Since this discovery, pension funds and other investors had been attracted to commodities in the hope that returns will differ from equities and bonds and be strong in case of inflation.
But it emerged later that, in spite of the advantage of diversification, the indices have a problem. They are, in essence, baskets of raw materials – usually with a heavy weight towards energy and oil in particular – and the investors who track them invest in nearby futures and roll their positions to the following contract ahead of the expiry.
The mechanics of selling the expiring contract and buying the nearby future – known as “rollover” in the industry jargon – is behind the main problem of the indices and the reason why many investors are questioning the wisdom of using them. Because the investors sell one future and buy the following one, the shape of the futures curve is crucial to the profitability of commodities indices. In addition to the spot return, commodity index investors obtain a separate return – the roll yield – as they roll trades over each month, just before the futures contract expires. That return is positive when futures prices are lower than the prevailing front-month price – a backwardated market – and negative when futures prices are higher – or in contango.
For most of the early 2000s, when commodity indices were the star vehicle to gain access to commodities, the markets were in backwardation, offering strong “yield” returns to investors on top of rising spot prices. But episodes of contango since 2006 have eroded gains, in some cases more than offsetting the rise in spot prices, or added to losses when spot prices were declining.
The problem was so great early this year that Goldman Sachs, which created the Goldman Sachs Commodities Index (GSCI) – rebranded after S&P acquired it in 2007 – told investors to exercise caution on indices.

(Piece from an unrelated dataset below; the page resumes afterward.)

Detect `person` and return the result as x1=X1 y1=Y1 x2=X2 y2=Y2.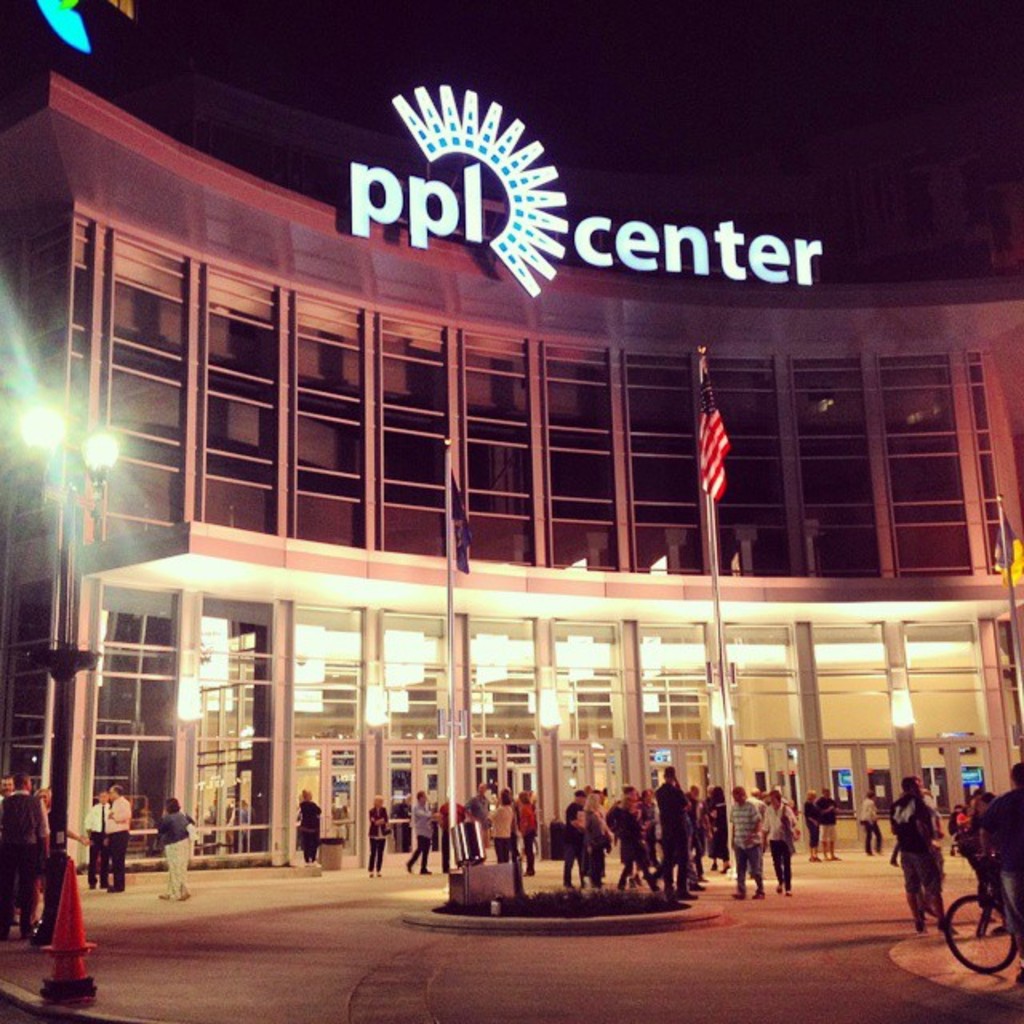
x1=365 y1=794 x2=390 y2=883.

“While we remain long-term bullish on direct commodity investments, it is this large cost of holding the position [rolling] that drives our underweight recommendation on direct commodity investments,” Goldman Sachs told investors in February.
Since January 2005, the S&P GSCI spot index – measuring just the appreciation of the commodities – has risen a massive 60 per cent on the back of China’s voracious appetite for raw materials. But when taking into account the roll yield, the total return is a loss of about 15 per cent during the period due to the contango, according to Reuters data.
The picture is similar this year, with the S&P GSCI up almost 45 per cent on spot terms, but only about 10 per cent on total returns terms.
Although indices are still the preferred vehicle to gain access to commodities, the contango problem has forced banks to create new benchmarks, while some investors have moved to active strategies.
In spite of all the problems, bankers believe commodities indices – vanilla ones affected by the contango or the more exotic new varieties built to mitigate the problem – will continue to be popular as the easy way to gain access to the commodities asset class.